Wednesday, March 25, 2020

Tommy John Tommy John


My vice president in charge of baseball news called yesterday to report that Mets’ fireballer Noah “Thor” Syndergaard needs Tommy John surgery.  “Why do pitchers keep getting Tommy John [surgery] without getting Tommy John [the pitcher]?” I asked at one point.

 

Allow me to explain.  Front offices today don’t want pitchers who do anything but strike batters out.  In other words, they’d have no use for the second coming of Tommy John, never mind a career that spanned 26 years and 287 wins.  No, they’d take one look at that 4.3 strikeout rate per nine innings (or SO9 for you laypeople out there) and walk away.

 

Somehow, baseball has reached a point where every infielder and outfielder operates under the suspicion of incompetence; hit it anywhere, fear the worrywarts in power, and somebody will drop it.  The only position beyond reproach is catcher.  Old position #2 is trusted to catch the ball most of the time, provided he can frame it all of the time.  Here are your building blocks to MLB executive thought, 2020: Throw it, catch it, strike ’em out. 

 

It’s a near-perfect strategy, provided you have a endless supply of “power arms.”  Syndergaard has a career SO9 of 9.7.  That’s nice, but not as good as Chris Sale, with a SO9 of 11.1.  Oh, wait, Sale needs Tommy John surgery, too.

 

I love Sale, that string bean with the heart of a lion, always have and always will.  I hope he comes back from surgery as good as new.  But, even if he does, the odds are he won’t have a career nearly as long and good as John’s.

 

And yet the 30-year old Sale with his 109 career wins possesses a career WAR of 45.3, as opposed to 61.6 for John.  Consider what that means.  If Sale does come back 100 percent and replicates the same stats over his next 100 wins, his WAR will be nearly 30 games higher than John’s, even with 87 fewer career wins.  This is analytic insanity, at least to me.

 

But not to a general manager like Brian Cashman of the Yankees.  He sees free-agent Gerrit Cole with a 2019 SO9 of 13.8 and signs him to a nine-year deal for $324 million.  Cole turns 30 in September.  What will his SO9 be in four or five years?  Tommy John went 37-17 between the ages of 34 and 35, in case you’re wondering, not to be confused with 43-18 the two years after that.

 

I explained all this to Clare, who summed it up with, “In other words, you’re saying only physical freaks who end up in the Hall of Fame can keep throwing that hard.”  Yes, grasshopper, I am, along with wondering why general managers keep taking the gamble and hoping that someone tells Michael Kopech all about the guy the surgery he had is named for.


**Activity:** Across the entries, count the lines that include "with" and report only that number.

[Dataset excerpts]
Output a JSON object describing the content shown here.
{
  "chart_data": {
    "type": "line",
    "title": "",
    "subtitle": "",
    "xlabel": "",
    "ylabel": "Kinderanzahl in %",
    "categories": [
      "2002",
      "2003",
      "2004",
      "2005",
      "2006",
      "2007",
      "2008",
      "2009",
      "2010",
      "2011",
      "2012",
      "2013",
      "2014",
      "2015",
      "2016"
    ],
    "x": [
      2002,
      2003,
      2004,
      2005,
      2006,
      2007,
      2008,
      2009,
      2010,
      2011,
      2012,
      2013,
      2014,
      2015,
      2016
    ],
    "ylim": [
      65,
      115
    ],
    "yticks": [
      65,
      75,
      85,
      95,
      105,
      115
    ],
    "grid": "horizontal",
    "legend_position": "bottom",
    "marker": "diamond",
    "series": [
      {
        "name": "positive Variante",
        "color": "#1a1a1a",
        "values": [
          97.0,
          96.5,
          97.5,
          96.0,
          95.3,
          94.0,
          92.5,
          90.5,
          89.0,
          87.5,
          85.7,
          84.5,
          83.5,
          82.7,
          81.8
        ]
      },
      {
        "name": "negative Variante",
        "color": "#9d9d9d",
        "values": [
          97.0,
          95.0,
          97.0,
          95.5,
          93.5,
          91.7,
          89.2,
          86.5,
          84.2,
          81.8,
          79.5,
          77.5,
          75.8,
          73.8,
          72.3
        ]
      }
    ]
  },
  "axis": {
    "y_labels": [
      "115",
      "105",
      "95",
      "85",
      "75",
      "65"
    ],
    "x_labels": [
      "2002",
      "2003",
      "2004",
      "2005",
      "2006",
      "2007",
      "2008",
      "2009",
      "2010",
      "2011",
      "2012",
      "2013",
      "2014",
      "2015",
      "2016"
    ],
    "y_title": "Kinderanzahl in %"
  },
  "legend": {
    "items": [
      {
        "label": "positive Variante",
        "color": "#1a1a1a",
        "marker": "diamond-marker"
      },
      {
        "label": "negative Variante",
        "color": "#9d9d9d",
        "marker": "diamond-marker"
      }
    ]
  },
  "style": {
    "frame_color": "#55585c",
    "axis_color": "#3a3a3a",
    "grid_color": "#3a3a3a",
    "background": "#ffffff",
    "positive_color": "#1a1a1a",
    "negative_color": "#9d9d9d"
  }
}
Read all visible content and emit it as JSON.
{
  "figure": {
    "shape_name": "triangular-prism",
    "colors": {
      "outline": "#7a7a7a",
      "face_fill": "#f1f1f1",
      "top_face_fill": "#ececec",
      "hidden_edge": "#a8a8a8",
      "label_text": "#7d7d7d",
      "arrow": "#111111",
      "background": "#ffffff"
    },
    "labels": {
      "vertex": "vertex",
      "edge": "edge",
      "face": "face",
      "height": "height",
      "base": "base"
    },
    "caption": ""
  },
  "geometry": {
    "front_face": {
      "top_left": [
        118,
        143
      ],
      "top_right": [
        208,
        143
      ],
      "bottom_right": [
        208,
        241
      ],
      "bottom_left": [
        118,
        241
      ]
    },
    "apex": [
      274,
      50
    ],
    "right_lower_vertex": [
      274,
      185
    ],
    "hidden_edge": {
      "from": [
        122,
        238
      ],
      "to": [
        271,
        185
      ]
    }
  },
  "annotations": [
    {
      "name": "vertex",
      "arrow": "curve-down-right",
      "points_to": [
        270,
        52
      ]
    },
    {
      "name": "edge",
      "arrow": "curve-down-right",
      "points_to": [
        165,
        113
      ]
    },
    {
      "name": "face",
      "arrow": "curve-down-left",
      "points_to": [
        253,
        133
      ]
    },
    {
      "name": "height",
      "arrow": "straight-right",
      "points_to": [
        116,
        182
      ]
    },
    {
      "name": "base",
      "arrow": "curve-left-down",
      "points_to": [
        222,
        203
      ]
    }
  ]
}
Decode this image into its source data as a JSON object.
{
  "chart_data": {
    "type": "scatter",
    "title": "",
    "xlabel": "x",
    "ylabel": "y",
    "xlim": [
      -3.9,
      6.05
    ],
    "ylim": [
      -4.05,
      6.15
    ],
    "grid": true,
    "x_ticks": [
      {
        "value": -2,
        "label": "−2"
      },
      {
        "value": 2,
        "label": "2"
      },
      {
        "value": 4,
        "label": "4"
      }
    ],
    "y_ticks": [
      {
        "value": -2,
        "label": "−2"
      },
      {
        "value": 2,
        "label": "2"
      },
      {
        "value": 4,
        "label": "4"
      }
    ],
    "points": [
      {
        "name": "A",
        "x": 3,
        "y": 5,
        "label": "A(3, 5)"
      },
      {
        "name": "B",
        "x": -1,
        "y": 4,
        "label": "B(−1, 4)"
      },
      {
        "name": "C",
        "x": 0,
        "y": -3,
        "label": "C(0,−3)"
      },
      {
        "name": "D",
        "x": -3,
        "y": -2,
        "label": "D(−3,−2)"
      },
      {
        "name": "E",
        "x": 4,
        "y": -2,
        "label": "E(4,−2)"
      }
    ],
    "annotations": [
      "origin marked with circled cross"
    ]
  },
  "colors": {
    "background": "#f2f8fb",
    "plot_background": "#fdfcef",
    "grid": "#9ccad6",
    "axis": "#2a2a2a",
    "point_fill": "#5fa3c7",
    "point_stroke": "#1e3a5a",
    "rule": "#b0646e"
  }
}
---
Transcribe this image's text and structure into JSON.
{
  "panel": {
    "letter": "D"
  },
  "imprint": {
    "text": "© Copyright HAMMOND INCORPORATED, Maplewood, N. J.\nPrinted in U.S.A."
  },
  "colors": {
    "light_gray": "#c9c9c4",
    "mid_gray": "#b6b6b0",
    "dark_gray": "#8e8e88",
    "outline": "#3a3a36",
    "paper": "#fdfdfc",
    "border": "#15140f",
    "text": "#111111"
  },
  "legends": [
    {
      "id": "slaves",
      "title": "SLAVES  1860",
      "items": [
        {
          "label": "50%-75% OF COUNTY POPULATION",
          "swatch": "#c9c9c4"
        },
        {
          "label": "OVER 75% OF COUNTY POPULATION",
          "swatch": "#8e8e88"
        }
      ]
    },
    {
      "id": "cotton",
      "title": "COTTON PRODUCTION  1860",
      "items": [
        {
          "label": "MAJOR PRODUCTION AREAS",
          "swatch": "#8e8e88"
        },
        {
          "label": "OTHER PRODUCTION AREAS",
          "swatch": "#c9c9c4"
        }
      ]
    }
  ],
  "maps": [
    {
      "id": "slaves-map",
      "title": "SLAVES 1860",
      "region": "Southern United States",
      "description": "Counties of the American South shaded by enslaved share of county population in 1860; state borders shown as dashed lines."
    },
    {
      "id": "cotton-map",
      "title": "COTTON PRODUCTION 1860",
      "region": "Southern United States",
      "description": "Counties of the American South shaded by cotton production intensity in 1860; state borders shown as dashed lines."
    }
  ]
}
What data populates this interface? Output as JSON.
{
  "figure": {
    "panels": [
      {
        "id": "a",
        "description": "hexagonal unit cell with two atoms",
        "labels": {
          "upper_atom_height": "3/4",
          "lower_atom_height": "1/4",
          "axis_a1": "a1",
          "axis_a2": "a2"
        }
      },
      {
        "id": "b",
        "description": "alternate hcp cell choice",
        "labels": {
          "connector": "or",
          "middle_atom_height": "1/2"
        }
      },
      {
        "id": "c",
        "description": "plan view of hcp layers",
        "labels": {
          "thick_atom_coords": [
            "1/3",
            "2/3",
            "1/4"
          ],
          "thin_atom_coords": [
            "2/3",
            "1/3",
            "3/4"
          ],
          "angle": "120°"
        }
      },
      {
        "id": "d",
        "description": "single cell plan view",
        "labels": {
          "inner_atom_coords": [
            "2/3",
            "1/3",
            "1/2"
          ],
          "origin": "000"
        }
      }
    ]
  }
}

**The completed task:** 2